Back to deterrence?

NY Times:

In the days immediately after the attacks of Sept. 11, 2001, members of President Bush’s war cabinet declared that it would be impossible to deter the most fervent extremists from carrying out even more deadly terrorist missions with biological, chemical or nuclear weapons.

Since then, however, administration, military and intelligence officials assigned to counterterrorism have begun to change their view. After piecing together a more nuanced portrait of terrorist organizations, they say there is reason to believe that a combination of efforts could in fact establish something akin to the posture of deterrence, the strategy that helped protect the United States from a Soviet nuclear attack during the cold war.

Interviews with more than two dozen senior officials involved in the effort provided the outlines of previously unreported missions to mute Al Qaeda’s message, turn the jihadi movement’s own weaknesses against it and illuminate Al Qaeda’s errors whenever possible.

A primary focus has become cyberspace, which is the global safe haven of terrorist networks. To counter efforts by terrorists to plot attacks, raise money and recruit new members on the Internet, the government has mounted a secret campaign to plant bogus e-mail messages and Web site postings, with the intent to sow confusion, dissent and distrust among militant organizations, officials confirm.

At the same time, American diplomats are quietly working behind the scenes with Middle Eastern partners to amplify the speeches and writings of prominent Islamic clerics who are renouncing terrorist violence.

At the local level, the authorities are experimenting with new ways to keep potential terrorists off guard.

...

In some ways, government officials acknowledge, the effort represents a second-best solution. Their preferred way to combat terrorism remains to capture or kill extremists, and the new emphasis on deterrence in some ways amounts to attaching a new label to old tools.

“There is one key question that no one can answer: How much disruption does it take to give you the effect of deterrence?” said Michael Levi, a fellow at the Council on Foreign Relations and the author of a new book, “On Nuclear Terrorism.”

...

Terrorists hold no obvious targets for American retaliation as Soviet cities, factories, military bases and silos were under the cold-war deterrence doctrine. And it is far harder to pinpoint the location of a terrorist group’s leaders than it was to identify the Kremlin offices of the Politburo bosses, making it all but impossible to deter attacks by credibly threatening a retaliatory attack.

But over the six and a half years since the Sept. 11 attacks, many terrorist leaders, including Osama bin Laden and his deputy, Ayman al-Zawahri, have successfully evaded capture, and American officials say they now recognize that threats to kill terrorist leaders may never be enough to keep America safe.

...

Under this theory, if the seeds of doubt can be planted in the mind of Al Qaeda’s strategic leadership that an attack would be viewed as a shameful murder of innocents — or, even more effectively, that it would be an embarrassing failure — then the order may not be given, according to this new analysis.

Senior officials acknowledge that it is difficult to prove what role these new tactics and strategies have played in thwarting plots or deterring Al Qaeda from attacking. Senior officials say there have been several successes using the new approaches, but many involve highly classified technical programs, including the cyberoperations, that they declined to detail.

...


Since the enemy is made up of death cults it is hard to deter them with a fear of death and destruction. While the enemy claims to not have any interest in politics, there are certain realities that have been forced upon it. The rejection of Iraqi Sunnis has been a stunning blow to their strategy of intimidating everyone to follow their will. This has led to some profession of a change in strategy. It is one more in tone than reality. They still focus on mass murder of non combatants as their central tool. They are now using this tactic in Pakistan where they have found sanctuary. I think it reflects the desperation of their situation.

While they may be deterred from some operations because they are perceived to be counter productive, they have not been deterred from their objective of subjugating the US and its people.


### TASK DESCRIPTION
Take the line with "Locate an element on the screen." and every line after it in the entries below, and set them down exactly, without any pictures.

### RECORDED DATA
----

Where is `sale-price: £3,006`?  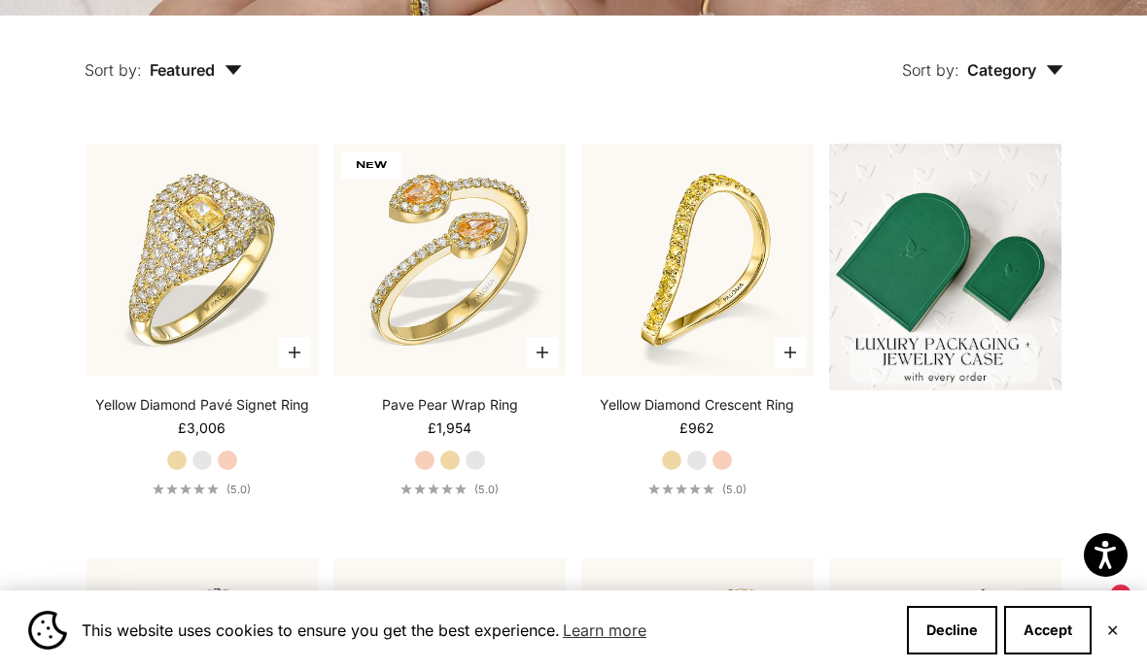 sale-price: £3,006 is located at coordinates (201, 428).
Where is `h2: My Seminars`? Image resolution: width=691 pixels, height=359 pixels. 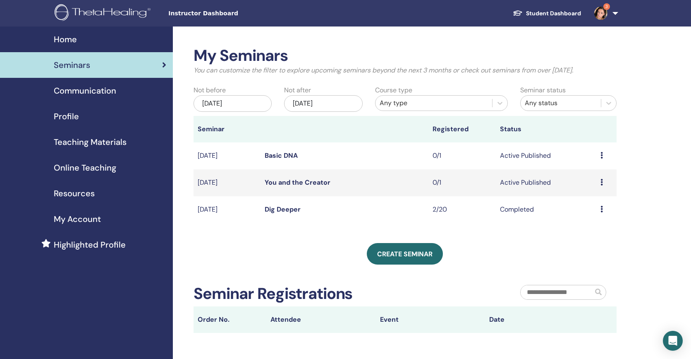
h2: My Seminars is located at coordinates (405, 56).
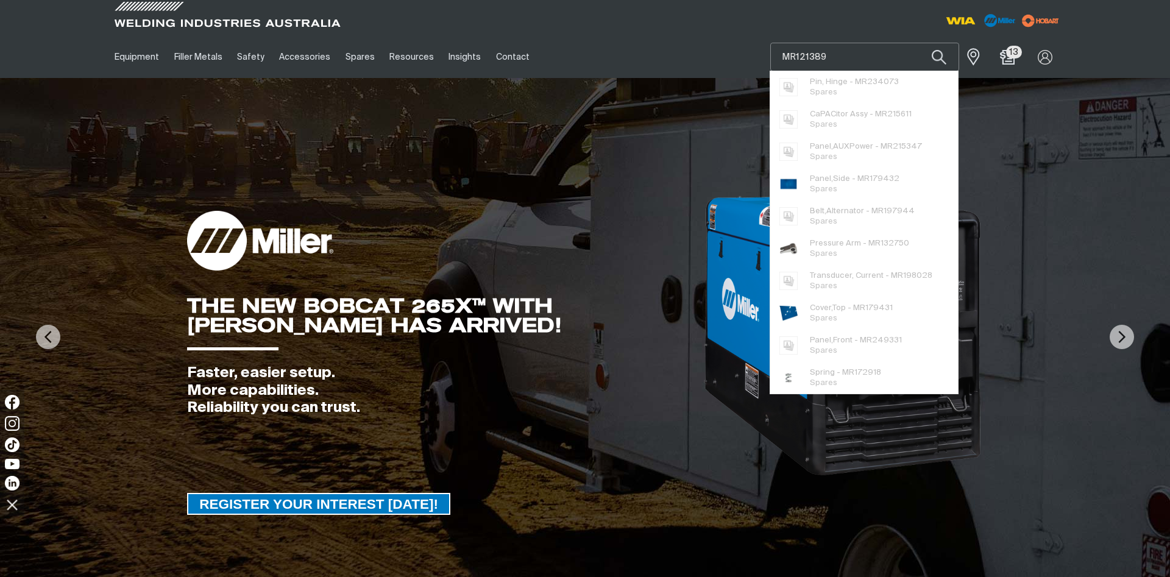  Describe the element at coordinates (860, 114) in the screenshot. I see `span: CaPACitor Assy - MR215611` at that location.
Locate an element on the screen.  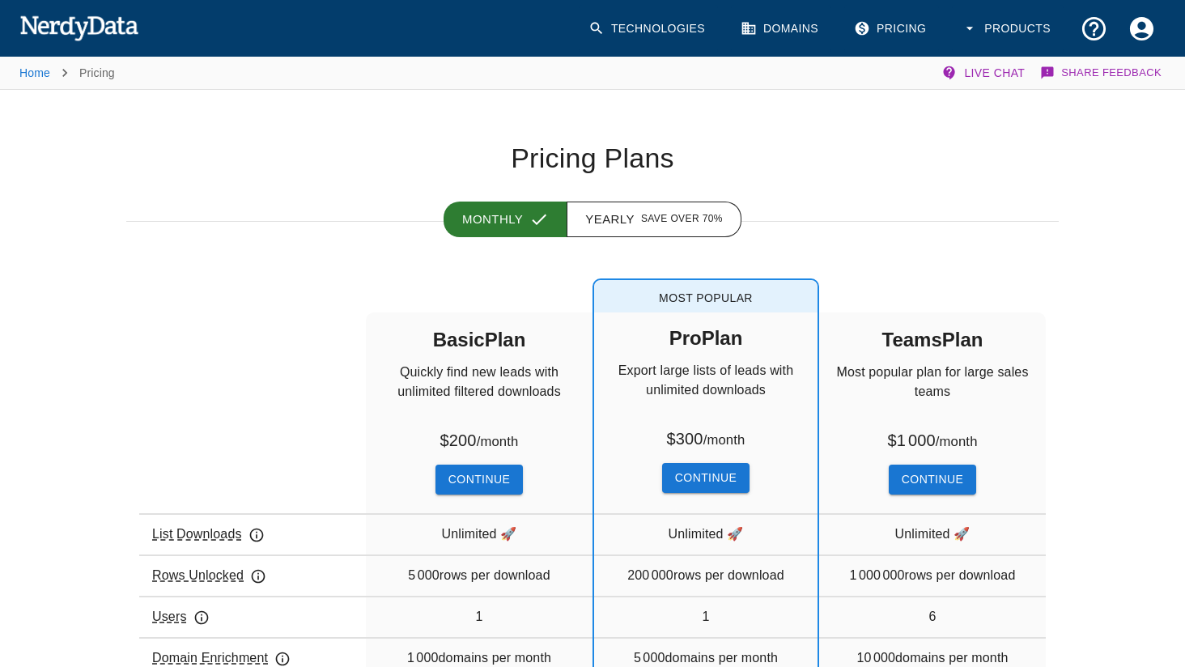
h5: Pro Plan is located at coordinates (706, 337).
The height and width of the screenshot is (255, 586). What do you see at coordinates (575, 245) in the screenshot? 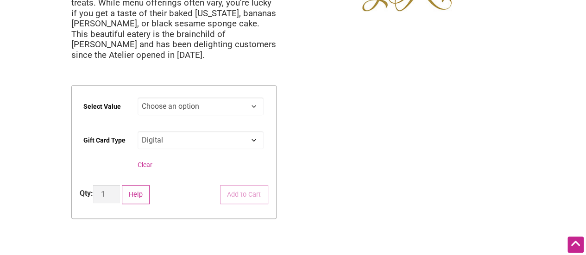
I see `div: Scroll Back to Top` at bounding box center [575, 245].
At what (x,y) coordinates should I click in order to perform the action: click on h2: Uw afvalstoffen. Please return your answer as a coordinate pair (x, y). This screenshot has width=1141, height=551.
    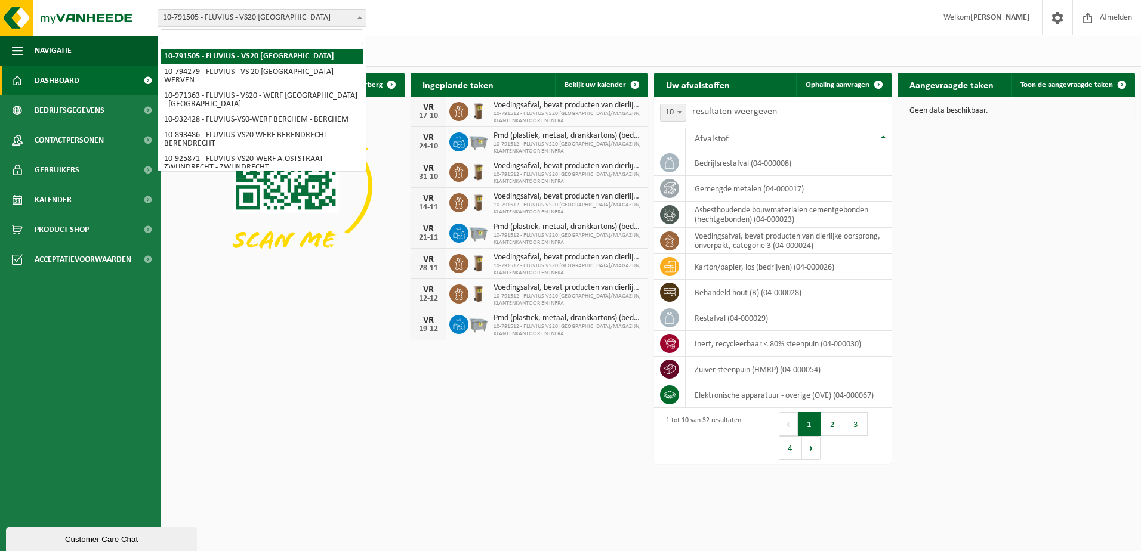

----

### THE COMPLETED TASK
Locate an element on the screen.  
h5: Pro Plan is located at coordinates (706, 337).
The height and width of the screenshot is (255, 586). What do you see at coordinates (575, 245) in the screenshot? 
I see `div: Scroll Back to Top` at bounding box center [575, 245].
At what (x,y) coordinates should I click in order to perform the action: click on h2: Uw afvalstoffen. Please return your answer as a coordinate pair (x, y). This screenshot has width=1141, height=551.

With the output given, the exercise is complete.